The toilet situation: Turbulent Haiti has actually been backsliding on sanitation. The United Nations seventh Millennium Development Goal (MDG) includes cutting in half, by 2015, the proportion of people without basic sanitation, relative to 1990s level. But by 2006, the level had actually increased from 71 to 81 percent. The island countrys political instability undoubtedly contributed to the deterioration. The 1991 coup resulted in an international embargo and a collapse of infrastructure in the early 1990s, and additional political turmoil brought a reduction in foreign aid in the late 1990s and early 2000s. Today, Haitis capital, Port-au-Prince, ranks fourth dirtiest in the world in the Mercer Health and Sanitation Index, which factors in the performance of waste-removal and sewage systems.

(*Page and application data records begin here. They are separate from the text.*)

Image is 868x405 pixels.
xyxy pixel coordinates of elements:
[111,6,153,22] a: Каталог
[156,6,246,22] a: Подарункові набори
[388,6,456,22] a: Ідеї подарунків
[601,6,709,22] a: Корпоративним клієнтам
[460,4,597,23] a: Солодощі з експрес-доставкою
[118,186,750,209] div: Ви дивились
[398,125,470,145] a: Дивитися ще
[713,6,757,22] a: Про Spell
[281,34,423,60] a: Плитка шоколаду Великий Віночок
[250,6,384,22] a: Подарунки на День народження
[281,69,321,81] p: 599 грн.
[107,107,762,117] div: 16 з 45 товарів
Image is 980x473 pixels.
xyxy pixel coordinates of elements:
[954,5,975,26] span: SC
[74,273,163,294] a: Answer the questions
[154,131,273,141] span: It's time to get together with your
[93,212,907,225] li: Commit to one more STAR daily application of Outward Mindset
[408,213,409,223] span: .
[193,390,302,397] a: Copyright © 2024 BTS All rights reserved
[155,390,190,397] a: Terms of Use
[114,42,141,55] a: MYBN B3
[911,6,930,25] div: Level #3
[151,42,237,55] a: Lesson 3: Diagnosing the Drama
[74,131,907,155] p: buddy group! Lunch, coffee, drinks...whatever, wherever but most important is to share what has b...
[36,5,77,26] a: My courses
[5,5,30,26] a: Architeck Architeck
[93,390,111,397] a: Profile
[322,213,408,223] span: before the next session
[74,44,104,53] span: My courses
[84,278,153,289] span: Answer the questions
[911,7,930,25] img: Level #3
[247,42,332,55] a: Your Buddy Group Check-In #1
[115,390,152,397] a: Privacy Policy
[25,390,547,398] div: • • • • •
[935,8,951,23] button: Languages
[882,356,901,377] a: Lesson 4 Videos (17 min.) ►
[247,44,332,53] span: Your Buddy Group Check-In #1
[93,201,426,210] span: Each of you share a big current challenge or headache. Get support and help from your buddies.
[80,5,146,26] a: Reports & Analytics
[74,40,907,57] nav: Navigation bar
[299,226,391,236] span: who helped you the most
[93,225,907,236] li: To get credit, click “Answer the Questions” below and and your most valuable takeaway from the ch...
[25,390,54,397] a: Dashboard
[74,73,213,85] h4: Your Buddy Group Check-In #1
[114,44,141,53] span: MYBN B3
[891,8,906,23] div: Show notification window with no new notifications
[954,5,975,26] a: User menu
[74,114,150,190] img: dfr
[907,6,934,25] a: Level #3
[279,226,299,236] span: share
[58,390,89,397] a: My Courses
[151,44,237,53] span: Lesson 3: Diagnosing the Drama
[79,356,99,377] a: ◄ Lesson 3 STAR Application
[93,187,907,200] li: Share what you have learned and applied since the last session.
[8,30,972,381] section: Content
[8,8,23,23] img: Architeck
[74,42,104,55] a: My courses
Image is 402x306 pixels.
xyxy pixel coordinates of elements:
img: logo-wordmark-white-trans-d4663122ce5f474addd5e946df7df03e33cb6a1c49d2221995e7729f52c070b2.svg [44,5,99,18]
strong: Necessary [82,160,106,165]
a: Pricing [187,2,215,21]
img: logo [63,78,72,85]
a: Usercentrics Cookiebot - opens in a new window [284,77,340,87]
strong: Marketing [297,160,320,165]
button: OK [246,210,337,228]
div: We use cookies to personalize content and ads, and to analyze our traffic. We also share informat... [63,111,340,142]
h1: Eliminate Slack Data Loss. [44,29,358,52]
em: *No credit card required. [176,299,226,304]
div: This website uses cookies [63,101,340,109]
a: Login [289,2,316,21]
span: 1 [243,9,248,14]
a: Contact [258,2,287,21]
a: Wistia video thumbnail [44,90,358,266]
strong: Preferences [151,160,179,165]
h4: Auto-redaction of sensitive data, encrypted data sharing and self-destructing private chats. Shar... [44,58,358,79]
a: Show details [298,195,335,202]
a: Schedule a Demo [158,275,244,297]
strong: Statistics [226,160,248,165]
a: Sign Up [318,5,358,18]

Activists have criticized the U.S. government for holding up, allegedly for political reasons, a $54 million Inter-American Development Bank loan intended to help bring cleaner water and more sanitary conditions to Haiti.

Nepal
Worst in Asia

Percentage with improved sanitation: 27%

Percentage relieving themselves in the open: 50%

Annual child sanitation-related deaths: 17,220

The toilet situation: Nepal ranks the lowest in Asia, but its on track to reach its MDG sanitation goal, according to a September 2006 UNICEF report card on water and sanitation. Between 1990 and 2006, 6 million Nepalis gained access to improved sanitation, and the percentage of people relieving themselves in the open plummeted from 84 percent to 50 percent, the largest percentage-point drop of any country. Nevertheless, 14 million still relieve themselves in the open, the 10th-highest number in the world. Additionally, for Nepal to reach its MDG sanitation goal, at least 14,000 latrines will have to be built each month from now until 2015, according to the Water Supply Sanitation Collaborative Council. To support that effort, a coalition of sanitation advocates has been distributing calendars featuring cartoons that promote sanitation and clean water.

Yemen
Worst in the Middle East

Percentage with improved sanitation: 46%

Percentage relieving themselves in the open: 35%

Annual child sanitation-related deaths: 20,580

The toilet situation: Nearly half of Yemenis have access to improved sanitation, but that statistic masks a large disparity between the urban and rural populations. In Yemens teeming cities, 88 percent have access to improved sanitation, but only 30 percent in rural areas do. Sewage treatment facilities are located only in major cities, and various factors, such as mountainous terrain, water scarcity, and low population density, make it tough to provide such facilities elsewhere. Still, conditions in the capital, Sana, are nothing to brag about. The citys public schools have three to six toilets for every 4,000 to 5,000 children, and they are practically unusable due to lack of water, soap, and cleanliness, reports the Yemen Times. Some students just develop bladders of steel and hold it all day long. Others (usually boys) relieve themselves on school walls. One recent high school graduate told the Yemen Times that it was common for students to bring empty water bottles to urinate in.

Romania
Worst in Europe

Percentage with improved sanitation: 72%

Percentage relieving themselves in the open: statistic unavailable

Annual child sanitation-related deaths: 850

The toilet situation: Romania joined the European Union last year, but that doesnt mean everyone in the country suddenly got a shiny porcelain toilet. While 88 percent of the urban population has access to improved sanitation, just 54 percent of the rural population does. At schools in the countryside, many students report holding it all day and then dashing home when school lets out. Romania is expected to spend billions of euros on sewage systems during the next decade to comply with EU standards. In the meantime, charities are helping out. In June, for instance, World Vision Romania installed toilets in a school in the village of Iacobeni in Iasi county. Previously, students went outdoors to use what passed for a bathroom. Similarly, Women in Europe for a Common Future, an NGO, is coordinating projects across 20 villages to replace pit latrines and soak-away pits with more sanitary and ecological toilets.